The need for deep sedation because of the long sequence time is another major drawback of pediatric MRCP. In our institute, infants are sedated with 30–50 mg/kg of body weight oral chlorate hydrate, and children over 1 year of age who cannot tolerate the examination are administered 30–50 mg/kg thiopental sodium rectally.

Although MRCP has been shown to be almost 100% accurate in the evaluation of a choledochal cysts, the visualization rate of PBM ranges from 40% to 83% [6]. It is particularly difficult to visualize PBM in children under 2 years of age and in those with a large choledochal cyst overlapping PBM.

In our institute, routine MRCP imaging is preoperatively performed using the Intera 1.5 T (Philips, Best, Netherlands) with a body array wraparound coil without breath-holding. Patients are studied in the supine position with a thick-slab 2D turbo spin echo (TSE), obtaining coronal and oblique coronal 40 mm thick slices on a 320 × 256 matrix. These image sections are then processed by the standard maximum intensity projection (MIP) algorithm to obtain views of the entire pancreaticobiliary system.

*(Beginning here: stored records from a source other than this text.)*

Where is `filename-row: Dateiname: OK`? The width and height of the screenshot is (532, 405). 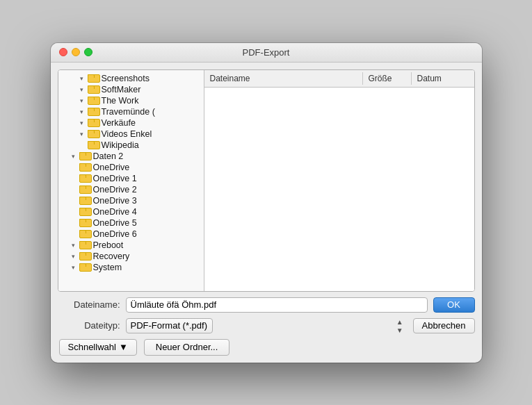
filename-row: Dateiname: OK is located at coordinates (266, 305).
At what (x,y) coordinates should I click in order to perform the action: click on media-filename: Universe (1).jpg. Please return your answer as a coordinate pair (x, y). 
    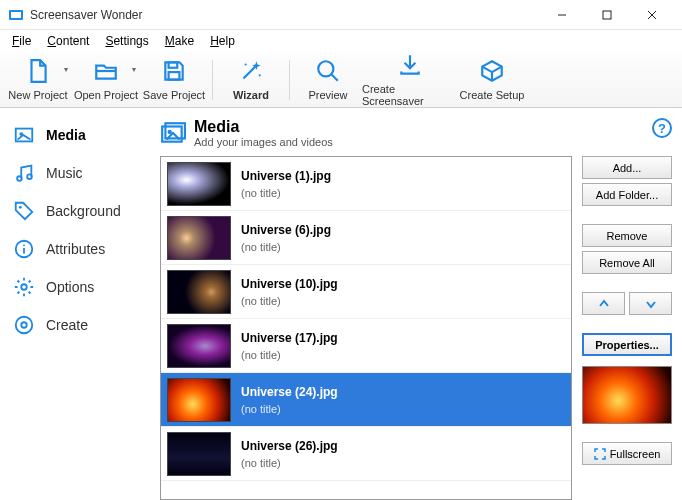
    Looking at the image, I should click on (286, 176).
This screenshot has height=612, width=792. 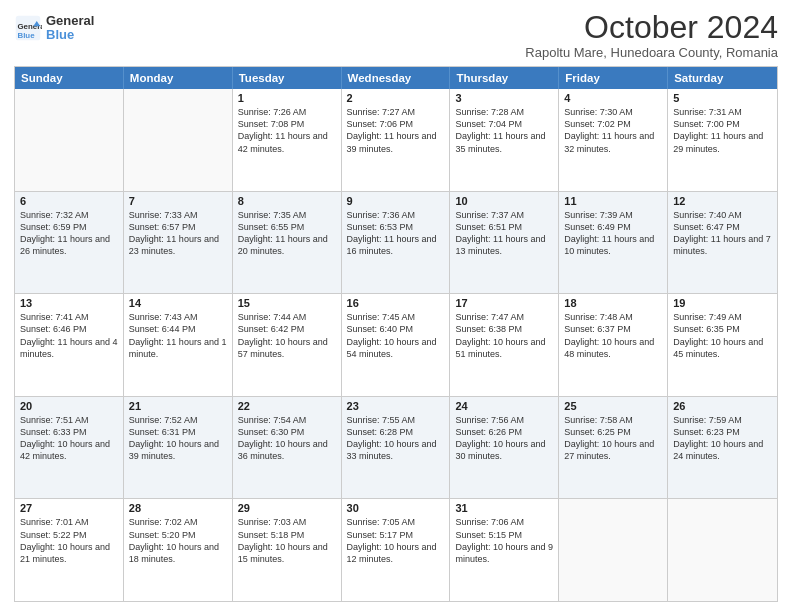 I want to click on day-number: 28, so click(x=178, y=508).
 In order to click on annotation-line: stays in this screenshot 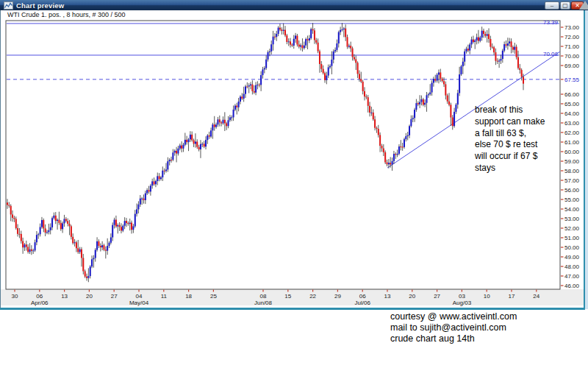, I will do `click(485, 168)`.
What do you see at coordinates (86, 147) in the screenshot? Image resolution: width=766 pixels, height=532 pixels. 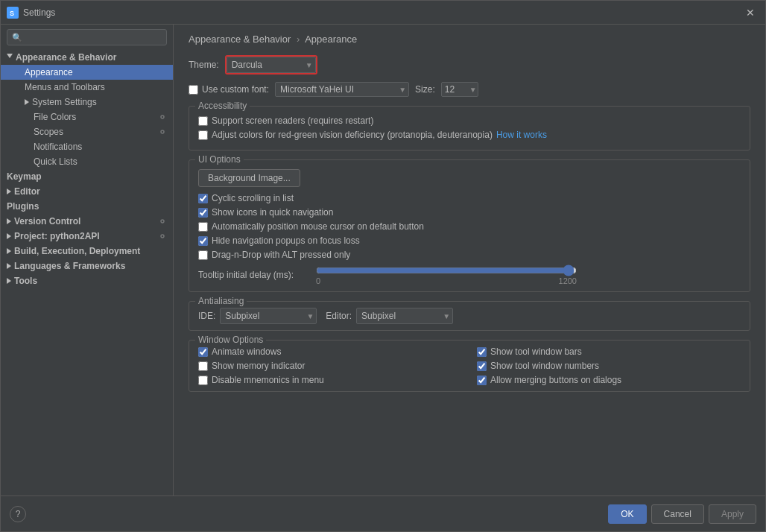 I see `sidebar-item-notifications: Notifications` at bounding box center [86, 147].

In our series, MRCP was able to demonstrate the extrahepatic bile duct clearly in all patients. The gallbladder was visualized in 92.6%, and the main pancreatic duct was visualized in 81.5%. However, MRCP was able to visualize PBM in only 44.4% of cases, and the minimum age for successful visualization of PBM with MRCP was 1 year and 11 months. This means that we obtained a diagnostic accuracy of almost 100% in the presence of a choledochal cyst, but the accurate diagnosis rate of PBM was under 50% in the MRCP study. Therefore, routine direct cholangiography is still mandatory, especially in non-dilatation-type PBM [7].

However, MRCP is being used increasingly frequently and has become a viable alternative to ERCP for diagnostic purposes. Furthermore, MRCP can visualize the other surrounding organs outside the pancreaticobiliary luminal structure, including hepatosplenomegaly, hepatic tumors, pancreatic masses, intestinal disease, cystic kidney, and so on. Several recent technological advances have resulted in improvements in coil technology, an increased speed of acquisition, and refinements in respiratory compensation techniques. Therefore, continuous improvements in the image quality are expected to lead to greater diagnostic accuracy of MRCP in the near future.